Lemony Snicket (A Series of Unfortunate Events series), having written 13 books about a family of orphans who live in fear, here pens a triumphant picture book in which a boy conquers his fear of the dark. Jon Klassen, working in the same palette as his 2013 Caldecott Medal–winning This Is Not My Hat, makes us believe that the dark is alive, and Snicket gives voice to it.
Before readers get to the title page, they see a boy with a flashlight on the far right of a jet-black spread. With a turn of the page, the flashlight reveals, like a spotlight, the title and its creators. "Laszlo was afraid of the dark," the book begins. The boy appears in a triangle of light, seemingly left over from the flashlight's path on the previous page. Already we see the interplay between light and dark in Laszlo's world. The hero looks nervously at the window, where the sun is setting in the rosy rectangle of a window frame; his flashlight is within reach.
The boy and the dark are the sole characters in the book. Post-sunset, the light plays off the staircase in rectangular blocks as the darkness increases its dominance. Snicket's sparest statements cause the scariest effects: "Sometimes the dark hid in the closet. Sometimes it sat behind the shower curtain." A hint of the banister and the first steps appear in the blackness behind the dreaded basement door. Each morning, Laszlo stands in the doorway to the basement and says, "Hi, dark." Sunshine illuminates the top three stairs before blackness consumes the rest. "Laszlo thought that if he visited the dark in the dark's room, maybe the dark wouldn't come visit him in his room."
But that changes when his nightlight burns out. The dark calls his name. It's the first time the dark speaks, in a voice "as creaky as the roof of the house, and as smooth and cold as the windows." As the dark leads Laszlo through the house, we see only what the boy's flashlight reveals--a toy car on the floor, the shower curtain, and finally, the stairs to the basement. Klassen choreographs the scenes with precision, to haunting effect.
The book's only flaw is an overlong explanation from Snicket about why creaky roofs and smooth, cold windows serve a purpose. Up to that point, the narrative has been from Laszlo's perspective. But that does not detract from Laszlo's well-earned victory, synchronized exquisitely between text and artwork. When, in the cold light of dawn, Laszlo ventures as far down as the second landing on the basement stairs, we know he will be just fine. --Jennifer M. Brown
Shelf Talker: Lemony Snicket and Caldecott Medalist Jon Klassen team up for a triumphant picture book about a boy who conquers his fear of the dark.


*WORK TO COMPLETE:*
Each line containing the string "section" should be copied out of the entries.

=== Begin Enclosure ===

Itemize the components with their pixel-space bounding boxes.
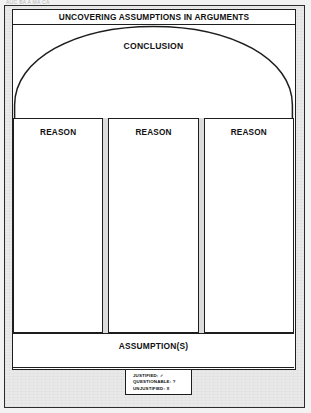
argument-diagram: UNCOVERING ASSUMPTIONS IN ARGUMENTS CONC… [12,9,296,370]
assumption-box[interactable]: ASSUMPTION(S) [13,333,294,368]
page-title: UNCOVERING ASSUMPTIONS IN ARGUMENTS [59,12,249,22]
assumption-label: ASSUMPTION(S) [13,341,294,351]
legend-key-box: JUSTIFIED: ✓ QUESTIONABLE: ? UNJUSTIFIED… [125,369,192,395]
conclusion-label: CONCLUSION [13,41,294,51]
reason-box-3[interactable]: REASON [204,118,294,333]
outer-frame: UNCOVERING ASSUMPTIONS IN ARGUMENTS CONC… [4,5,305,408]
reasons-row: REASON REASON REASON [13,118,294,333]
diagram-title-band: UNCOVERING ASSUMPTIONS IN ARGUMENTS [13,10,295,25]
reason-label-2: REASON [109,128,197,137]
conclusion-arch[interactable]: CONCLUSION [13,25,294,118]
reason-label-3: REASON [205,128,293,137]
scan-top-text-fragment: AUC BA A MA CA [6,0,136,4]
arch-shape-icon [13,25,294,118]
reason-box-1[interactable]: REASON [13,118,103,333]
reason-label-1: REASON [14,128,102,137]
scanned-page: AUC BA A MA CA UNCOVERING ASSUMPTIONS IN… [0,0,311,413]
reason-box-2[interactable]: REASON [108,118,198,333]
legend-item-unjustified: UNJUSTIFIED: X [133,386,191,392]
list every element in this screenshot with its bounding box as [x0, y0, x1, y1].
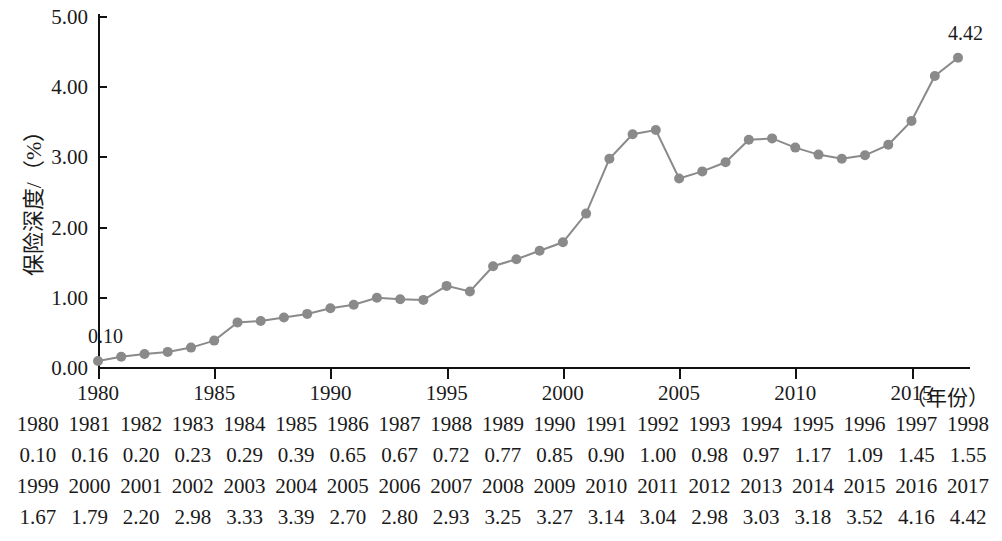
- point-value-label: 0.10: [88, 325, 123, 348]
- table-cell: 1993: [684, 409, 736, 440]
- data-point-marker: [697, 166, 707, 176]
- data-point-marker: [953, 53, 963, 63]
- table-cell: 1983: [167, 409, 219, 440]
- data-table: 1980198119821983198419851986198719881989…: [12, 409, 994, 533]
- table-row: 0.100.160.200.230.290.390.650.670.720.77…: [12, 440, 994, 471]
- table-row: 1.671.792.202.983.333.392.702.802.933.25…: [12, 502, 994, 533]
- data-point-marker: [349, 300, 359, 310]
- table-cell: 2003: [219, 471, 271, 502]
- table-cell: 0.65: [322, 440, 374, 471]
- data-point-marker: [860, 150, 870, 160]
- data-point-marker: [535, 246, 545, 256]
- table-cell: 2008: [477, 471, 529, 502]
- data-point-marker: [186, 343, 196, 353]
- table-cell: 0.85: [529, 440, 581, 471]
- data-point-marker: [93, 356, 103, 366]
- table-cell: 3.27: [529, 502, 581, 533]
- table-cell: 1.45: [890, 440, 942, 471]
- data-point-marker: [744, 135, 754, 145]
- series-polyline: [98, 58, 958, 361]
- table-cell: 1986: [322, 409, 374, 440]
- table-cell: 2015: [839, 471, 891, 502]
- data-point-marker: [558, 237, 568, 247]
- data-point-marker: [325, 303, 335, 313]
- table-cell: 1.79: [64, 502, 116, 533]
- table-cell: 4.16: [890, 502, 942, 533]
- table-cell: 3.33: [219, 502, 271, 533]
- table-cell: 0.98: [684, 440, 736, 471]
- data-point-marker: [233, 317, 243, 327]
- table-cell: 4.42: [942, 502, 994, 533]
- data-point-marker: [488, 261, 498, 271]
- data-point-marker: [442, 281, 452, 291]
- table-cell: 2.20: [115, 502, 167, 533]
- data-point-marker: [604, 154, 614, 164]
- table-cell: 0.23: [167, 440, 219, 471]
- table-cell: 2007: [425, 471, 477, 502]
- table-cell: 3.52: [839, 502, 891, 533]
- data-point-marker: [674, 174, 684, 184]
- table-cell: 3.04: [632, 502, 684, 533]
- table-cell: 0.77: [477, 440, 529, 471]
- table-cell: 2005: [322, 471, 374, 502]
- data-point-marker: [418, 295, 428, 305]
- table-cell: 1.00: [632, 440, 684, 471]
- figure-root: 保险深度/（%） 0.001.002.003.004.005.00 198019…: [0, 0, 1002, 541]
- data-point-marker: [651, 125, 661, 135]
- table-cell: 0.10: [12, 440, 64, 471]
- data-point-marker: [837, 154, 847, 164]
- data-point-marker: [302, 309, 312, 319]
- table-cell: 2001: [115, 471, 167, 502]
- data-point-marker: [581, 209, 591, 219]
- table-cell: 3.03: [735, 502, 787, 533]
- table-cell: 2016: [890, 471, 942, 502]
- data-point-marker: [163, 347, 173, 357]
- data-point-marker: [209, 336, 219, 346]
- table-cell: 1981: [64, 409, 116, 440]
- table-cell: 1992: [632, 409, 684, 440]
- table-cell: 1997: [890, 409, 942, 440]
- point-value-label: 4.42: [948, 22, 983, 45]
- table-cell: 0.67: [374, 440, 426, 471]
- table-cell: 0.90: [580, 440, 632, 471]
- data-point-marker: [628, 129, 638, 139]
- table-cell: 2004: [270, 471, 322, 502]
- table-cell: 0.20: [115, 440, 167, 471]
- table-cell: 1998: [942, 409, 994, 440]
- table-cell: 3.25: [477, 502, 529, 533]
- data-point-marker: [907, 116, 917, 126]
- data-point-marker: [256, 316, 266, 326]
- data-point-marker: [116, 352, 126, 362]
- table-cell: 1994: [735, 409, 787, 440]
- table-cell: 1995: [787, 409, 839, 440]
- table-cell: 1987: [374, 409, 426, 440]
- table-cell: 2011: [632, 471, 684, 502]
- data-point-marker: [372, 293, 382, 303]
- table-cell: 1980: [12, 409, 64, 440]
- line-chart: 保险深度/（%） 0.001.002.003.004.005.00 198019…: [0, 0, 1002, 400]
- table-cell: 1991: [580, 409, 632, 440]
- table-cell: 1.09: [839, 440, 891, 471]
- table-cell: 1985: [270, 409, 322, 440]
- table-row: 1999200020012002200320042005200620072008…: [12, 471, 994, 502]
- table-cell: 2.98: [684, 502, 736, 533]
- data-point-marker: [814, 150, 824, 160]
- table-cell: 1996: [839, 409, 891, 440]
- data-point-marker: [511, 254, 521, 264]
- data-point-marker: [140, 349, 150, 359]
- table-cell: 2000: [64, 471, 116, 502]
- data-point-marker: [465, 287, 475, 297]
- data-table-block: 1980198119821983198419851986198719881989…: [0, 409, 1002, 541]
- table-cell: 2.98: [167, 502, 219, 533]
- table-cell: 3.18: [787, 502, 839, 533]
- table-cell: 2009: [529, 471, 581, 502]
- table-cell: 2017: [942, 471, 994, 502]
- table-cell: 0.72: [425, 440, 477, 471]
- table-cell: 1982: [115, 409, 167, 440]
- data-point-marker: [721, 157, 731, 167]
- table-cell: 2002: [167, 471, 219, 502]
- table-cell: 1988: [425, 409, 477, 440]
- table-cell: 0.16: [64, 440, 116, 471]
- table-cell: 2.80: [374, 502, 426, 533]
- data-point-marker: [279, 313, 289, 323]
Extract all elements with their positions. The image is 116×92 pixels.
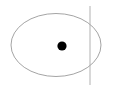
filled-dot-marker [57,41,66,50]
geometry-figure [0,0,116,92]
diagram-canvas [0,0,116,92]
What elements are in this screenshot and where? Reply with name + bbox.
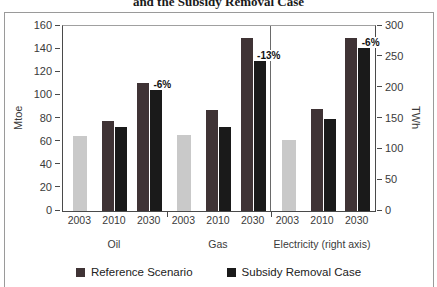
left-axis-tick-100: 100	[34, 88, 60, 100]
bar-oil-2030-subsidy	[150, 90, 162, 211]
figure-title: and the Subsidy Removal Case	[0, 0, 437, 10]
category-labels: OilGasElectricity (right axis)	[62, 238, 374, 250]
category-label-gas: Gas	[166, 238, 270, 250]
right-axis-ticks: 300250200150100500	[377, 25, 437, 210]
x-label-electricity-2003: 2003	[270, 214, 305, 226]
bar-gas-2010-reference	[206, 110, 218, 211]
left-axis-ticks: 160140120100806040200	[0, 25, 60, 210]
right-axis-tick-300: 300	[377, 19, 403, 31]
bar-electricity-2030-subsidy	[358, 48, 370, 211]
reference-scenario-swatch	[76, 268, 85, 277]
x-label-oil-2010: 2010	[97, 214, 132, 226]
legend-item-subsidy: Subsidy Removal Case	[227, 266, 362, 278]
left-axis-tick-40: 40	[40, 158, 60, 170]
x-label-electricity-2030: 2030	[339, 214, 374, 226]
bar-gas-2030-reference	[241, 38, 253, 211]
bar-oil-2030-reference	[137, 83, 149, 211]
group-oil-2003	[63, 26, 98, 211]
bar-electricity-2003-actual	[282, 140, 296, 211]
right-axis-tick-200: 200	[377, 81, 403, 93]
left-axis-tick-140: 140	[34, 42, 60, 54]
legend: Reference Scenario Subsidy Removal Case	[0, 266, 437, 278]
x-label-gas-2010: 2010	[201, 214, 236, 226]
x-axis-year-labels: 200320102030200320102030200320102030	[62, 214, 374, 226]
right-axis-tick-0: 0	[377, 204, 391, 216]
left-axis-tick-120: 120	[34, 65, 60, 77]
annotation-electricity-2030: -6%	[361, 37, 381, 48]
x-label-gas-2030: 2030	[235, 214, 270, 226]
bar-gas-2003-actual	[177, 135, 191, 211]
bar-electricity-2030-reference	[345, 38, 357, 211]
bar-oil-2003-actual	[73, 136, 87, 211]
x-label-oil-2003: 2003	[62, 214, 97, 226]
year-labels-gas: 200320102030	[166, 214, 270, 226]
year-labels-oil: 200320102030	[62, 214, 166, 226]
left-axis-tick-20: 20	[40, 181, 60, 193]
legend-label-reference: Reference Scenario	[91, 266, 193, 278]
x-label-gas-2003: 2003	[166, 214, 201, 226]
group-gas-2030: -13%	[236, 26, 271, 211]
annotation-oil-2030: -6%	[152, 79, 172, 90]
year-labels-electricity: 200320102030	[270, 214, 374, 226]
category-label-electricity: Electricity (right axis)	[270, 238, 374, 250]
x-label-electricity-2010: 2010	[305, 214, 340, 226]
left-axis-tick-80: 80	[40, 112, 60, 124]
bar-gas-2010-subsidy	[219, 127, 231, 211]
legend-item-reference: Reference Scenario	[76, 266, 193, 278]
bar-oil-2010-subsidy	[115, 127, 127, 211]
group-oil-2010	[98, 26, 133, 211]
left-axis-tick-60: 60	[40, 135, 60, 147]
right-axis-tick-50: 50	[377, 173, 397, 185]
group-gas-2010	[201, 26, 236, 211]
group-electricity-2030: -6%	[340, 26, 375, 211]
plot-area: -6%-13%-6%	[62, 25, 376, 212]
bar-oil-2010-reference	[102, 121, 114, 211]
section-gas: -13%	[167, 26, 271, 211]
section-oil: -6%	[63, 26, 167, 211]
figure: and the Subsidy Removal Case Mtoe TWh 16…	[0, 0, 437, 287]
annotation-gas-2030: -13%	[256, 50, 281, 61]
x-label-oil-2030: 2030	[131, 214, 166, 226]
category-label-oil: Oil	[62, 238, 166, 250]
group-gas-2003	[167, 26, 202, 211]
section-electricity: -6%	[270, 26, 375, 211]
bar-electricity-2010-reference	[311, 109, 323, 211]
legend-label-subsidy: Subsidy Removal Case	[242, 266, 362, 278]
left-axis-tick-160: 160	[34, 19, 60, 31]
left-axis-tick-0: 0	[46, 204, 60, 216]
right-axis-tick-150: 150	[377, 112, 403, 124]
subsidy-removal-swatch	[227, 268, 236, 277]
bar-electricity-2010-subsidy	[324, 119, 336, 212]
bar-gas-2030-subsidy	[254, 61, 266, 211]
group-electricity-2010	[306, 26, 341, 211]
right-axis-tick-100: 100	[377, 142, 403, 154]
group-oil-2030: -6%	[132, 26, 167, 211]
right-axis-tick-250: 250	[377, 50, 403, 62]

=== End Enclosure ===

*PROBLEM SOLUTION:*
section-gas: -13%	[167, 26, 271, 211]
section-oil: -6%	[63, 26, 167, 211]
section-electricity: -6%	[270, 26, 375, 211]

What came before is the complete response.